[Collected data]
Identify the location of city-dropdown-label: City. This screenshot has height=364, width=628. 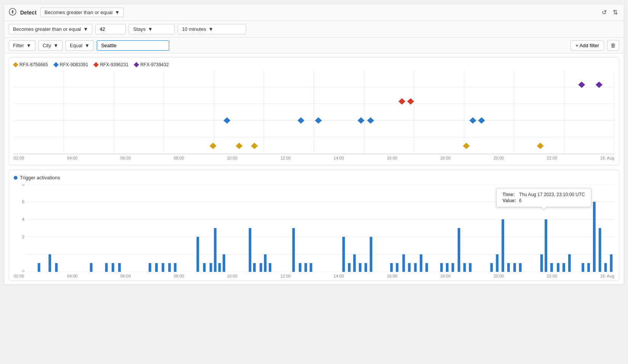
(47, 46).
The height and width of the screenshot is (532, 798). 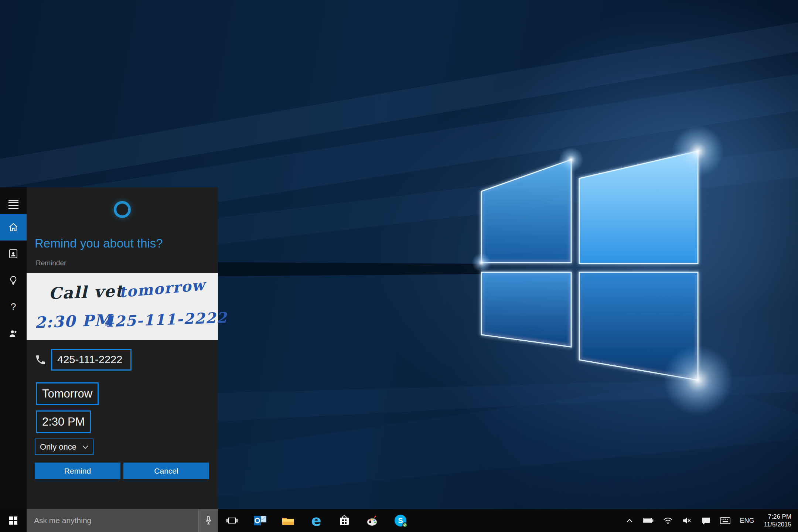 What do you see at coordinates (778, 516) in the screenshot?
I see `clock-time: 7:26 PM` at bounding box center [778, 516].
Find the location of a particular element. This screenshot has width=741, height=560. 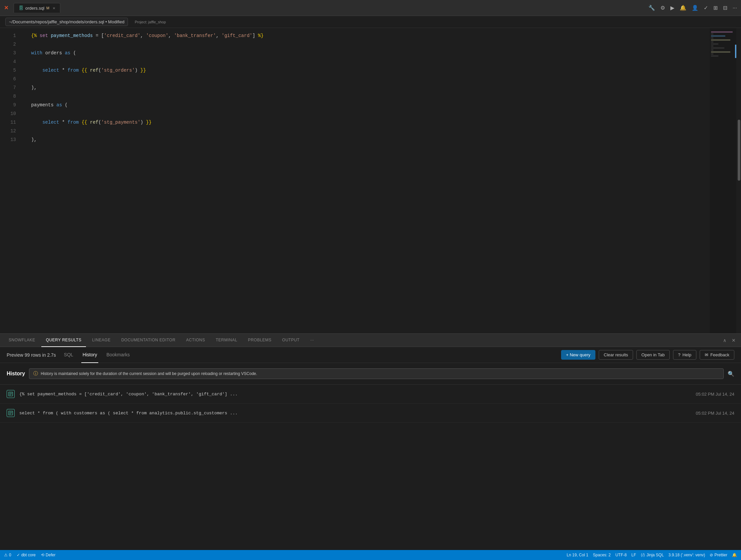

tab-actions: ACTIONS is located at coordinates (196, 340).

==

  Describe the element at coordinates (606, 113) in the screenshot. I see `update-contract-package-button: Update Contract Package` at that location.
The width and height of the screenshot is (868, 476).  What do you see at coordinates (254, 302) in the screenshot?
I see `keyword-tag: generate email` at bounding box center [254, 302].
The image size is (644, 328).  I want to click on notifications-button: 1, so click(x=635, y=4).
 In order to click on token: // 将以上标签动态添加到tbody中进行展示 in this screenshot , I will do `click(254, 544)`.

--

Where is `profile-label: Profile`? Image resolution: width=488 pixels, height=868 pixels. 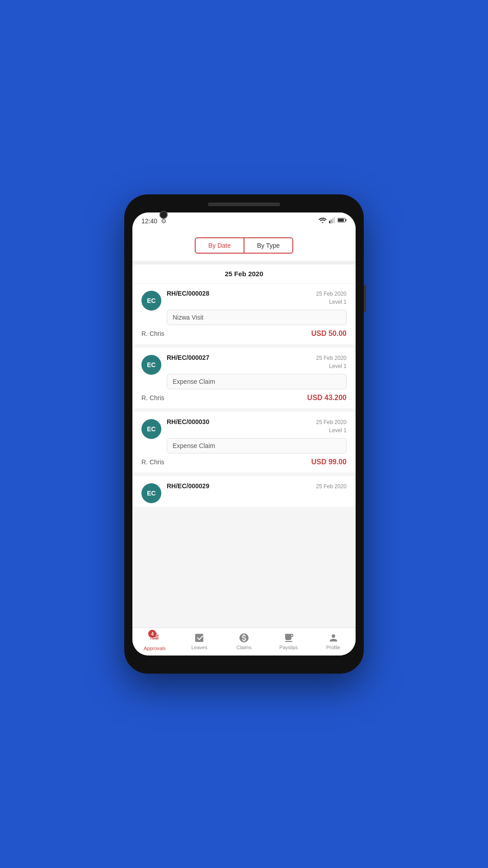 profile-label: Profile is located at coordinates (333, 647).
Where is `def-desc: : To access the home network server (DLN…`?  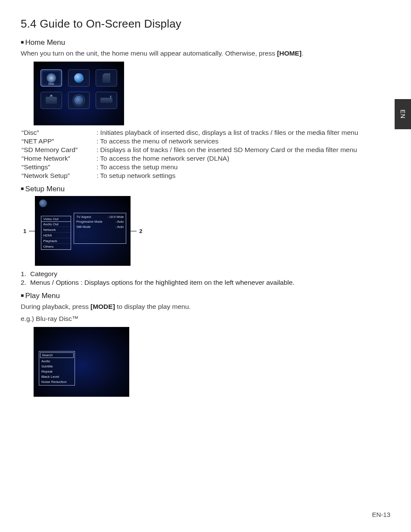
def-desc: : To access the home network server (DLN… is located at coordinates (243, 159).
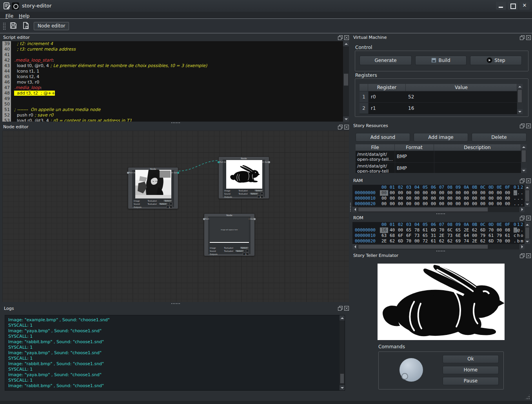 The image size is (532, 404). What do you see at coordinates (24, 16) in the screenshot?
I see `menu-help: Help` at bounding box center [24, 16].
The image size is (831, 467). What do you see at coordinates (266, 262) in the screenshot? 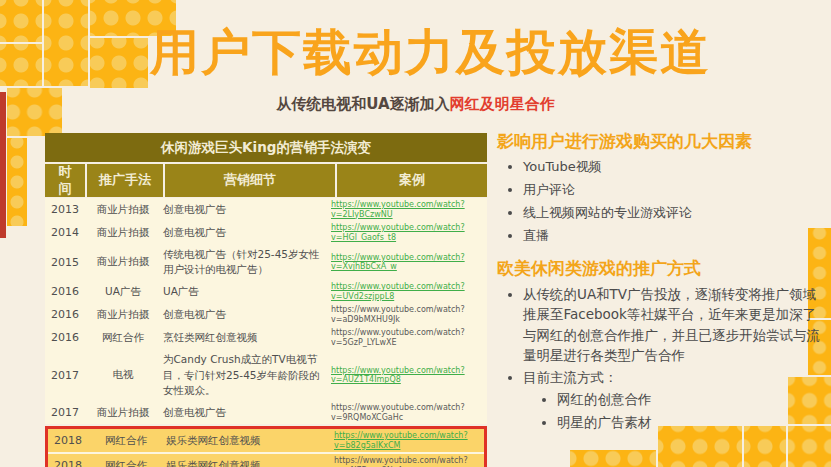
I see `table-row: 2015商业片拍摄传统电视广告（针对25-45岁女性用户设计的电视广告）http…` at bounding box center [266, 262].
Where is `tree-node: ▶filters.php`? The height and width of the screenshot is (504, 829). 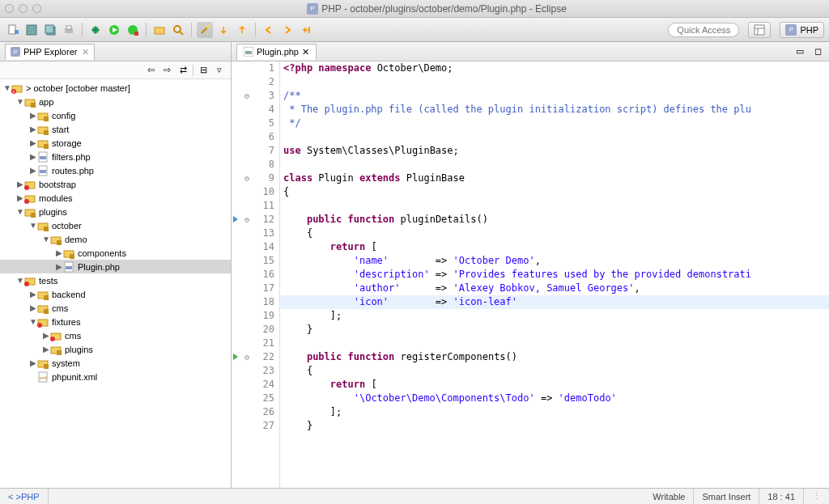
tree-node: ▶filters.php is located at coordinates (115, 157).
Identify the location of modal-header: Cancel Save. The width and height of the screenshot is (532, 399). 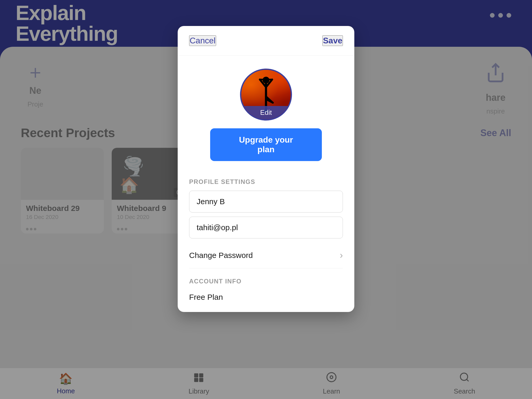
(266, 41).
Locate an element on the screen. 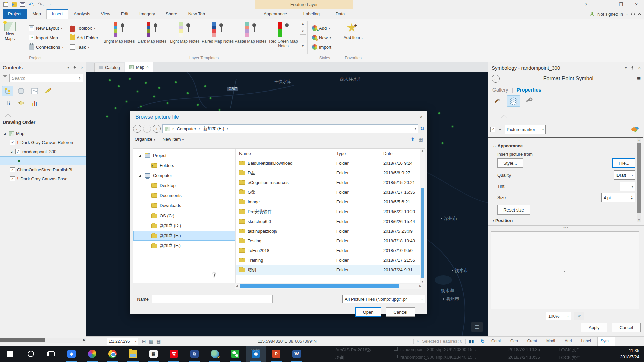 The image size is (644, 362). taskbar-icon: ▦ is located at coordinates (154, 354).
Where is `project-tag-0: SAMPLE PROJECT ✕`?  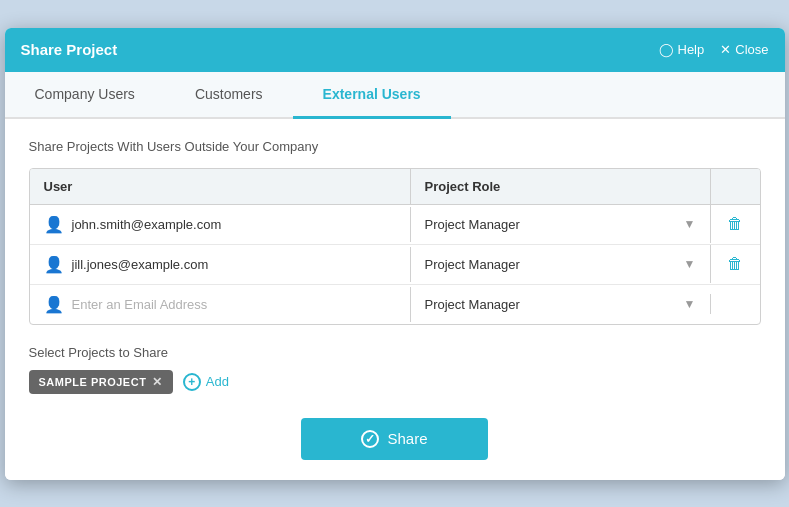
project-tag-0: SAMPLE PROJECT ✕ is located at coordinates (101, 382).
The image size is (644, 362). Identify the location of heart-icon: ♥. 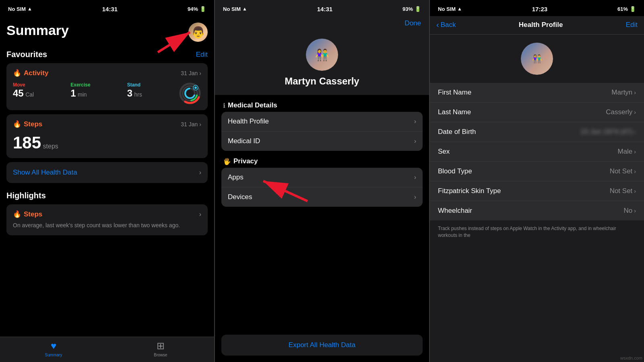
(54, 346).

§ **ACTIVITY**: Which of the lines in the data contain the string "click"? Return each one.

§ **ANSWER SPACE**:
The image size is (644, 328).  I want to click on notifications-button: 1, so click(x=635, y=4).
 In order to click on token: // 将以上标签动态添加到tbody中进行展示 in this screenshot , I will do `click(254, 544)`.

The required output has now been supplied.